Tip-enhanced nanospectroscopy beyond ambient
Abstract
Recently, there have been tremendous developments in material science and its growth technologies of nanoscale materials, which turn out to show new characteristic features distinctly different from those of its bulk counterparts. However, in contrast to the rapid growth of fabrication techniques, the progress in analytical techniques for such nanoscale materials has been deliberately slow. In order to characterize the local properties of the material, particularly with nanoscale heterogeneity, the spatial resolution has to go beyond the scale of heterogeneous distribution in the nanoscale. Tip-enhanced nanospectroscopy has been recently recognized as one of the promising analytical tools that can access local properties of the materials both through topographic and chemical contrasts. This is based on the fact that tip-enhanced nanospectroscopy is the synergy of the virtues of both scanning probe microscopy (SPM) and optical spectroscopy. In this sense, the high spatial resolution beyond the diffraction limit of light can be determined by SPM while the high chemical contrast is provided by a variety of optical spectroscopies. So far, numerous tip-enhanced nanospectroscopy techniques, such as fluorescence, two-photon excited fluorescence, infrared absorption, Raman, and nonlinear Raman spectroscopy have been reported and certainly, more spectroscopic techniques will be implemented for tip-enhancement in the near future.
Among the various tip-enhanced nanospectroscopic techniques, tip-enhanced Raman spectroscopy is the first reported and the most developed spectroscopy and it is now recognized as TERS because of the analogy with the well-known surface enhanced Raman spectroscopy (SERS). However, there has been a big barrier to break down the spatial resolution limit of 10 nm in TERS imaging. Moreover, since TERS has been initially developed primarily by the optics/photonics researchers, it works only in an ambient condition limiting the number of applicable materials. In order to make TERS a promising analytical tool for material science in the nanoscale, it is essential to break the barriers of both the spatial resolution and the working environment. In this presentation, we will introduce the history of TERS development and the recent challenges toward an ultimate spatial resolution in the multi-environmental systems.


Your task –
Return the lines that run from the beginning of the entries to the line holding "Image is 867x451 pixels.", inclusive, and drop the pictures.

[Opening Provided records section]

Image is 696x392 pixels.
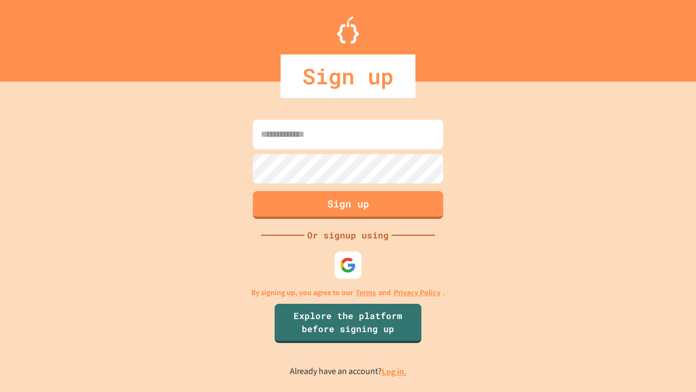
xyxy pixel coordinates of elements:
[382,365,407,377] a: Log in.
[290,364,407,378] p: Already have an account?
[305,228,392,241] div: Or signup using
[281,54,416,98] div: Sign up
[340,257,356,273] img: google-icon.svg
[275,303,422,343] a: Explore the platform before signing up
[356,287,376,298] a: Terms
[337,16,359,44] img: Logo.svg
[253,191,443,219] button: Sign up
[251,287,445,298] p: By signing up, you agree to our and .
[394,287,441,298] a: Privacy Policy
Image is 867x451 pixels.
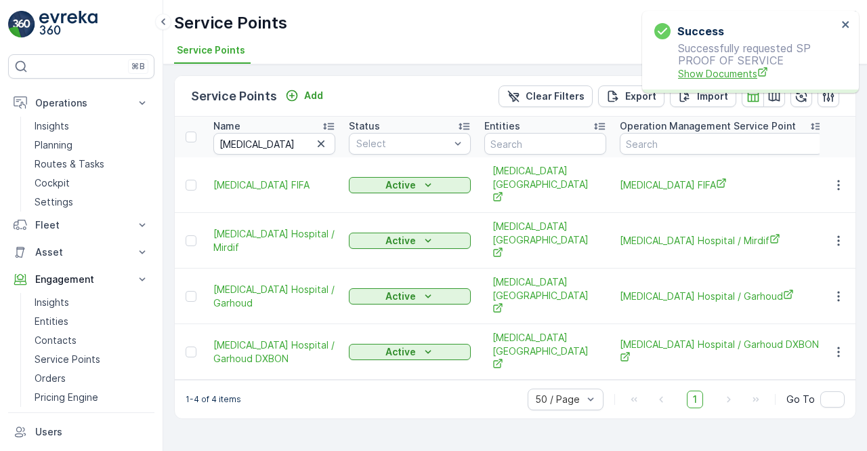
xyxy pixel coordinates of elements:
a: HMS Hospital / Garhoud [213,283,335,310]
a: Entities [29,312,154,331]
div: Toggle Row Selected [186,235,196,246]
div: Toggle Row Selected [186,291,196,301]
p: Routes & Tasks [35,157,104,171]
a: HMS Hospital / Garhoud [620,289,823,303]
p: Cockpit [35,176,70,190]
a: HMS Hospital / Mirdif [213,227,335,254]
p: Pricing Engine [35,390,98,404]
button: Asset [8,238,154,266]
button: Active [349,288,471,304]
p: Insights [35,119,69,133]
button: Engagement [8,266,154,293]
a: Service Points [29,350,154,369]
p: Settings [35,195,73,209]
span: [MEDICAL_DATA] FIFA [213,178,335,192]
div: Toggle Row Selected [186,180,196,190]
p: Contacts [35,333,77,347]
p: ⌘B [131,61,145,72]
span: [MEDICAL_DATA] FIFA [620,178,823,192]
p: Successfully requested SP PROOF OF SERVICE [654,42,837,81]
button: Add [280,87,329,104]
a: HMS Hospital [493,275,598,316]
span: [MEDICAL_DATA] Hospital / Mirdif [213,227,335,254]
span: [MEDICAL_DATA] Hospital / Garhoud DXBON [213,338,335,365]
span: [MEDICAL_DATA] Hospital / Garhoud [620,289,823,303]
input: Search [484,133,606,154]
button: Operations [8,89,154,117]
a: HMS Hospital / Garhoud DXBON [620,337,823,365]
button: close [841,19,851,32]
span: [MEDICAL_DATA][GEOGRAPHIC_DATA] [493,220,598,261]
p: Service Points [191,87,277,106]
p: Insights [35,295,69,309]
a: Routes & Tasks [29,154,154,173]
a: Cockpit [29,173,154,192]
p: Name [213,119,241,133]
a: Settings [29,192,154,211]
a: Contacts [29,331,154,350]
span: 1 [687,390,703,408]
a: Planning [29,136,154,154]
a: Insights [29,117,154,136]
span: [MEDICAL_DATA][GEOGRAPHIC_DATA] [493,275,598,316]
button: Clear Filters [499,85,593,107]
p: Entities [35,314,68,328]
a: HMS FIFA [213,178,335,192]
p: Users [35,425,149,438]
button: Export [598,85,665,107]
p: Operations [35,96,127,110]
span: [MEDICAL_DATA][GEOGRAPHIC_DATA] [493,164,598,205]
img: logo [8,11,35,38]
a: HMS FIFA [620,178,823,192]
button: Fleet [8,211,154,238]
p: Clear Filters [526,89,585,103]
p: 1-4 of 4 items [186,394,241,404]
p: Service Points [35,352,100,366]
input: Search [620,133,823,154]
a: HMS Hospital / Garhoud DXBON [213,338,335,365]
span: Service Points [177,43,245,57]
a: Users [8,418,154,445]
span: [MEDICAL_DATA] Hospital / Garhoud DXBON [620,337,823,365]
span: Go To [787,392,815,406]
button: Active [349,177,471,193]
a: Show Documents [678,66,837,81]
a: Pricing Engine [29,388,154,407]
p: Select [356,137,450,150]
h3: Success [678,23,724,39]
button: Import [670,85,736,107]
input: Search [213,133,335,154]
span: [MEDICAL_DATA] Hospital / Mirdif [620,233,823,247]
p: Engagement [35,272,127,286]
p: Entities [484,119,520,133]
p: Asset [35,245,127,259]
p: Active [386,178,416,192]
img: logo_light-DOdMpM7g.png [39,11,98,38]
p: Service Points [174,12,287,34]
p: Status [349,119,380,133]
a: HMS Hospital [493,220,598,261]
a: HMS Hospital [493,164,598,205]
p: Operation Management Service Point [620,119,796,133]
p: Active [386,289,416,303]
a: HMS Hospital [493,331,598,372]
p: Export [625,89,657,103]
a: Insights [29,293,154,312]
div: Toggle Row Selected [186,346,196,357]
p: Orders [35,371,66,385]
span: [MEDICAL_DATA][GEOGRAPHIC_DATA] [493,331,598,372]
p: Active [386,234,416,247]
button: Active [349,232,471,249]
button: Active [349,344,471,360]
p: Planning [35,138,72,152]
a: HMS Hospital / Mirdif [620,233,823,247]
a: Orders [29,369,154,388]
p: Import [697,89,728,103]
p: Add [304,89,323,102]
p: Active [386,345,416,358]
span: [MEDICAL_DATA] Hospital / Garhoud [213,283,335,310]
p: Fleet [35,218,127,232]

[Closing Provided records section]

Task response –
Image is 696x392 pixels.
xyxy pixel coordinates of elements:
[382,365,407,377] a: Log in.
[290,364,407,378] p: Already have an account?
[305,228,392,241] div: Or signup using
[281,54,416,98] div: Sign up
[340,257,356,273] img: google-icon.svg
[275,303,422,343] a: Explore the platform before signing up
[356,287,376,298] a: Terms
[337,16,359,44] img: Logo.svg
[253,191,443,219] button: Sign up
[251,287,445,298] p: By signing up, you agree to our and .
[394,287,441,298] a: Privacy Policy
Image is 867x451 pixels.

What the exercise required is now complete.